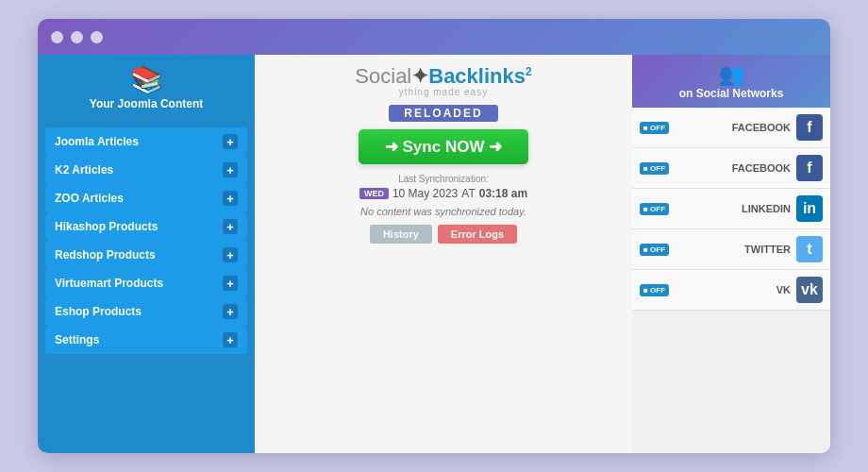 Image resolution: width=868 pixels, height=472 pixels. Describe the element at coordinates (106, 255) in the screenshot. I see `sidebar-item-label: Redshop Products` at that location.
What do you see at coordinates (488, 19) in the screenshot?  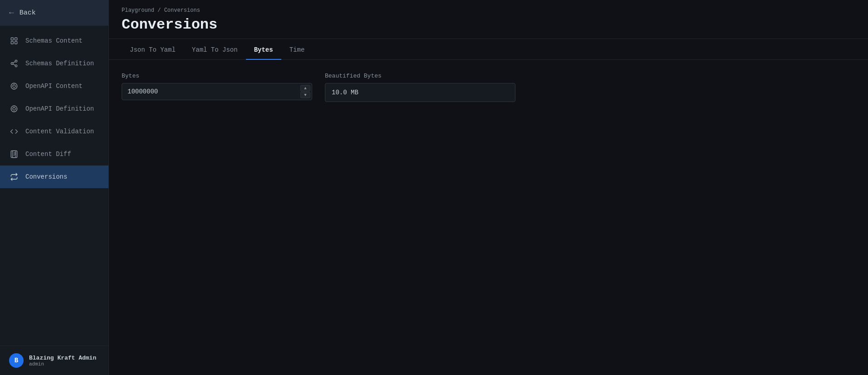 I see `page-header: Playground / Conversions Conversions` at bounding box center [488, 19].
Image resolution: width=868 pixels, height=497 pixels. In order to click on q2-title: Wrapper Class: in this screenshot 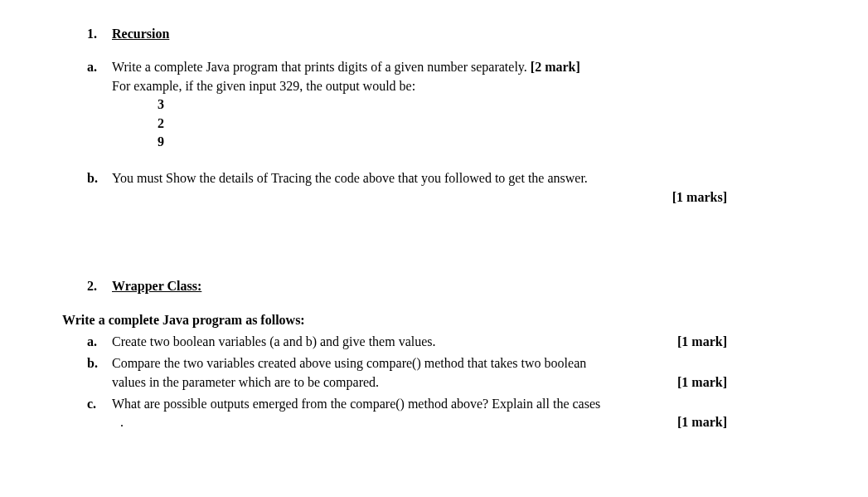, I will do `click(157, 286)`.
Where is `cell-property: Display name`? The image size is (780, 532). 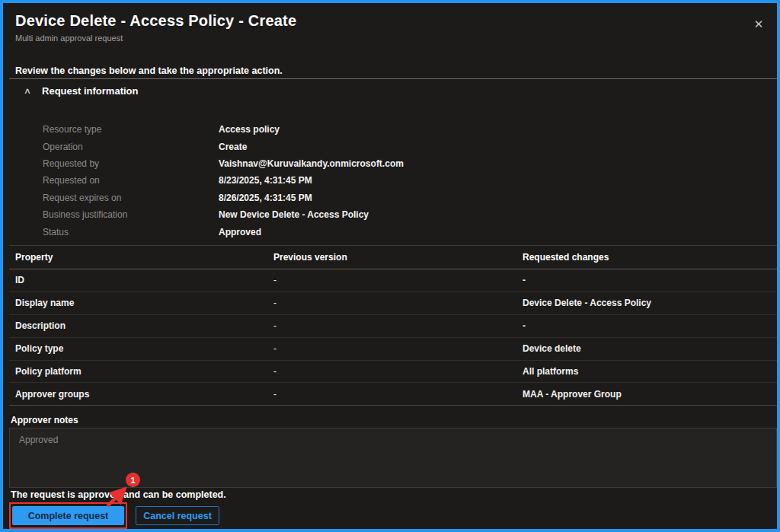 cell-property: Display name is located at coordinates (142, 303).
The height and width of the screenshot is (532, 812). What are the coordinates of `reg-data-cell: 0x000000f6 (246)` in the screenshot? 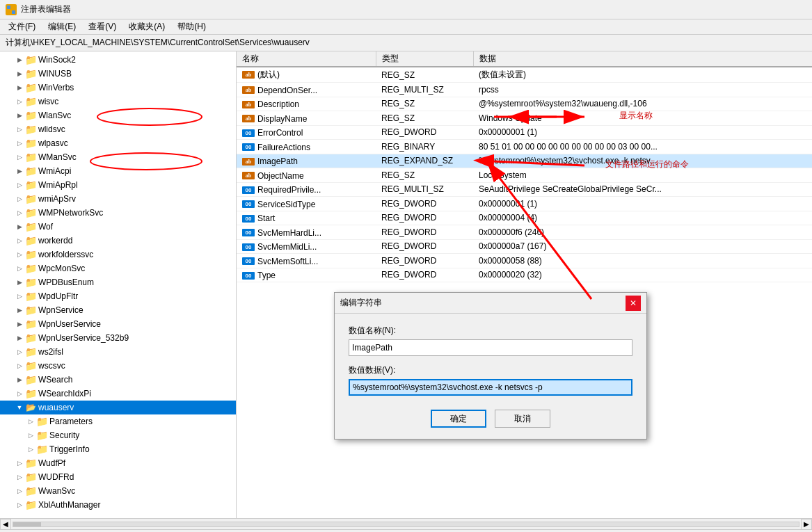 It's located at (643, 232).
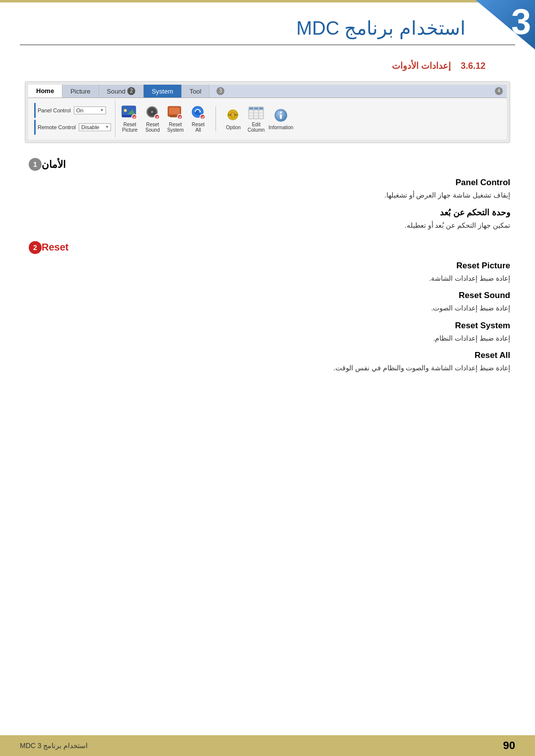  What do you see at coordinates (198, 130) in the screenshot?
I see `reset-all-label2: All` at bounding box center [198, 130].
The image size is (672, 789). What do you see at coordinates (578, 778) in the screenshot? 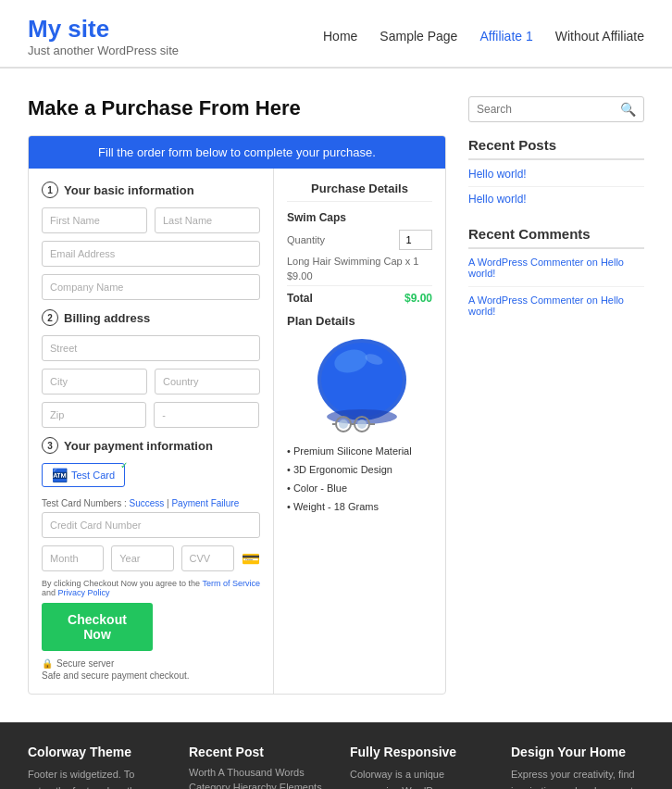
I see `footer-col4-text: Express your creativity, find inspiratio…` at bounding box center [578, 778].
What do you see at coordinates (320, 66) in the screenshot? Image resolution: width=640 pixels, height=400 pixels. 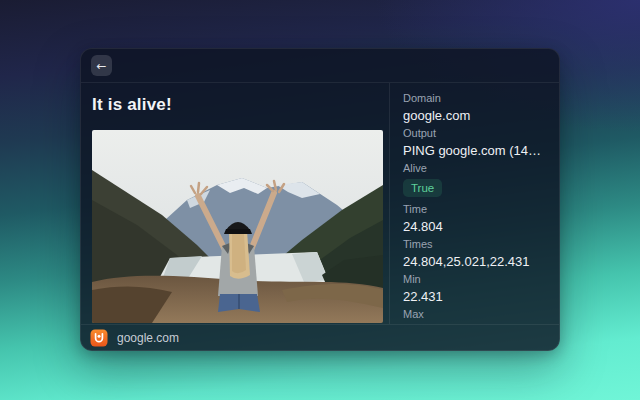 I see `card-header: ←` at bounding box center [320, 66].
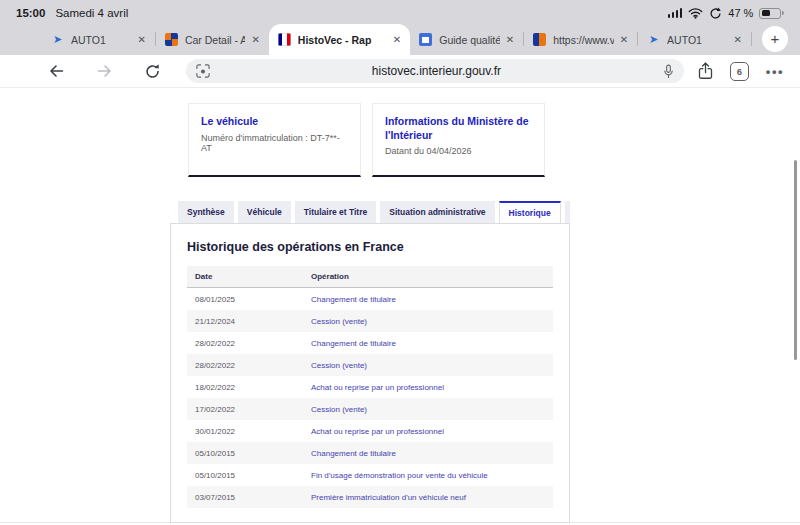 The width and height of the screenshot is (800, 525). What do you see at coordinates (400, 72) in the screenshot?
I see `browser-navbar: histovec.interieur.gouv.fr 6 •••` at bounding box center [400, 72].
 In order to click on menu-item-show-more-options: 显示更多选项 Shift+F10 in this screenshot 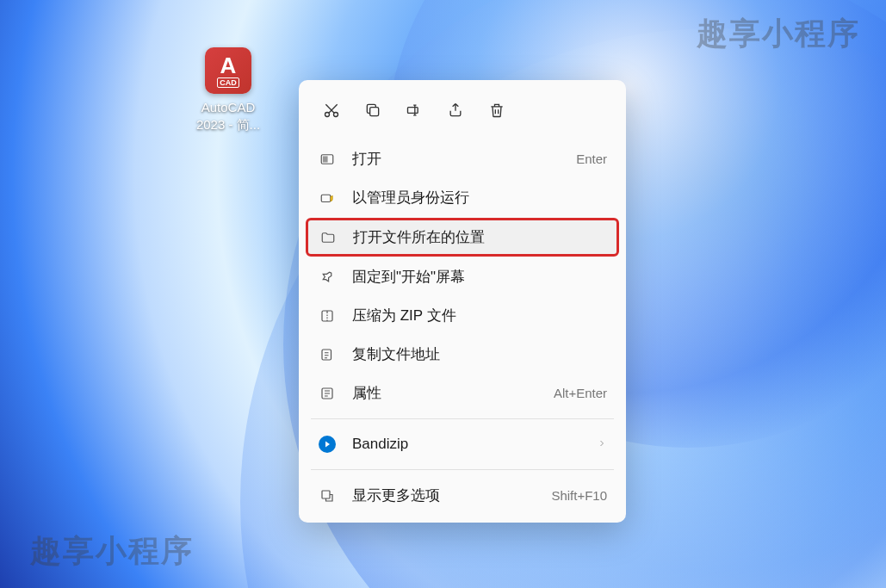, I will do `click(462, 496)`.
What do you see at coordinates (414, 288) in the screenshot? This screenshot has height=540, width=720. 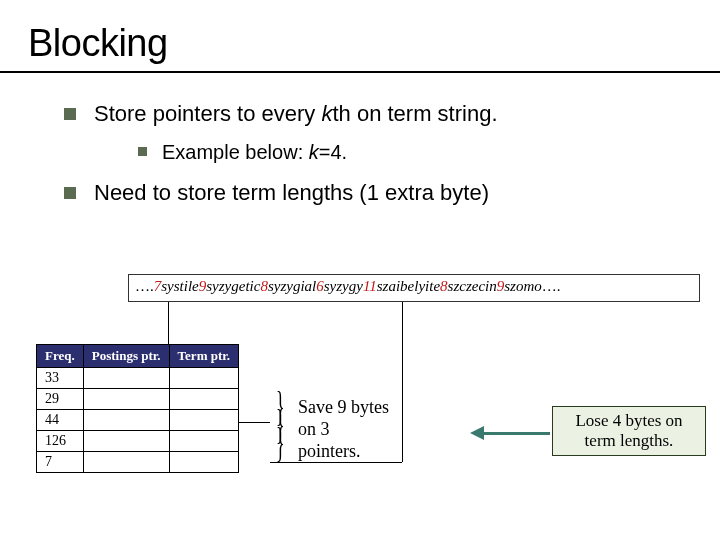 I see `term-string-box: ….7systile9syzygetic8syzygial6syzygy11sz…` at bounding box center [414, 288].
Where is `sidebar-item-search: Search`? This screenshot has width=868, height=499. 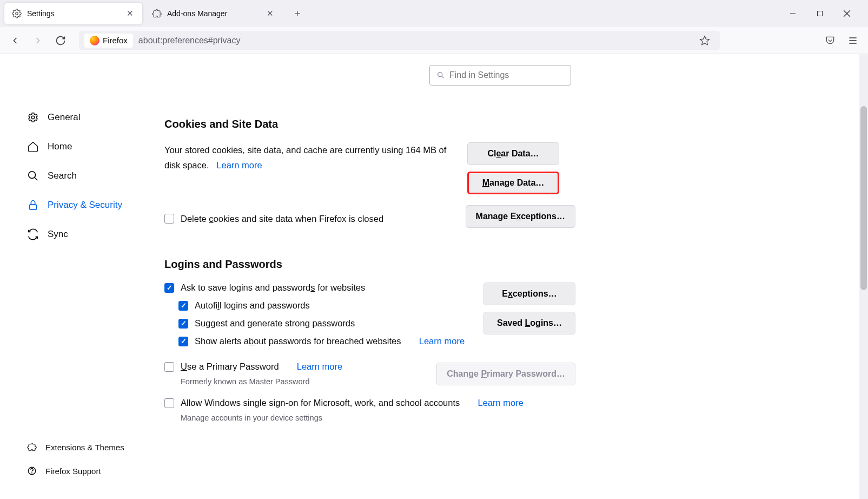 sidebar-item-search: Search is located at coordinates (85, 176).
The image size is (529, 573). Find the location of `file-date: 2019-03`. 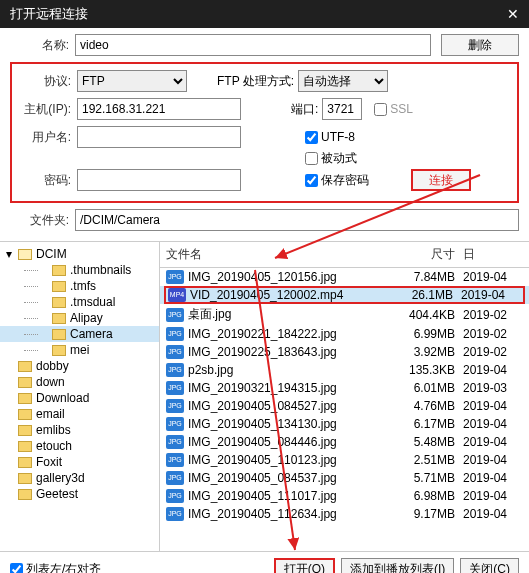

file-date: 2019-03 is located at coordinates (493, 388).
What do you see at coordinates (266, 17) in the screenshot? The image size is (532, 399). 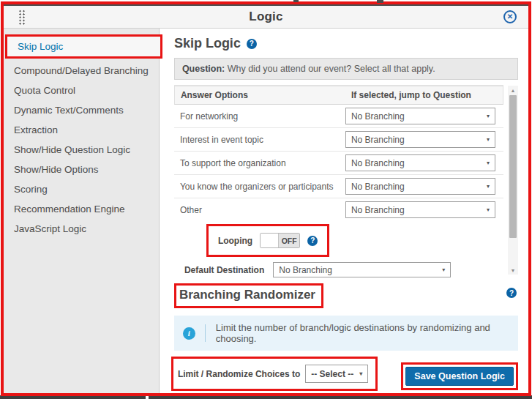 I see `dialog-title: Logic` at bounding box center [266, 17].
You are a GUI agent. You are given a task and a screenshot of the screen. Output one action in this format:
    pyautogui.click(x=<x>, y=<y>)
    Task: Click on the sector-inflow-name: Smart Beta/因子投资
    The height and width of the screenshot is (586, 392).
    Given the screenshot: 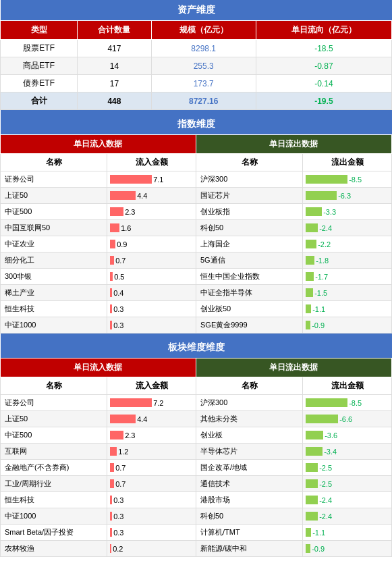 What is the action you would take?
    pyautogui.click(x=54, y=532)
    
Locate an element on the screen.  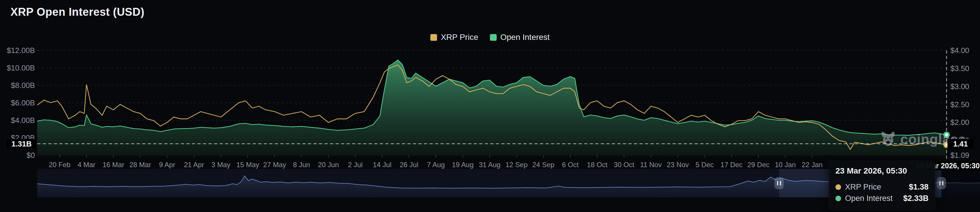
navigator-right-handle-icon is located at coordinates (941, 183).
• • • • •
WHAT THE TASK ASKS:
In the material above, locate the line containing "You are a GUI" and the line containing "The height and width of the screenshot is (586, 392).". Transcribe exactly those two lines and every line between them, and nothing more.

WRITTEN REPLY:
You are a GUI agent. You are given a task and a screenshot of the screen. Output one action in this format:
    pyautogui.click(x=<x>, y=<y>)
    Task: Click on the sector-inflow-name: Smart Beta/因子投资
    The height and width of the screenshot is (586, 392).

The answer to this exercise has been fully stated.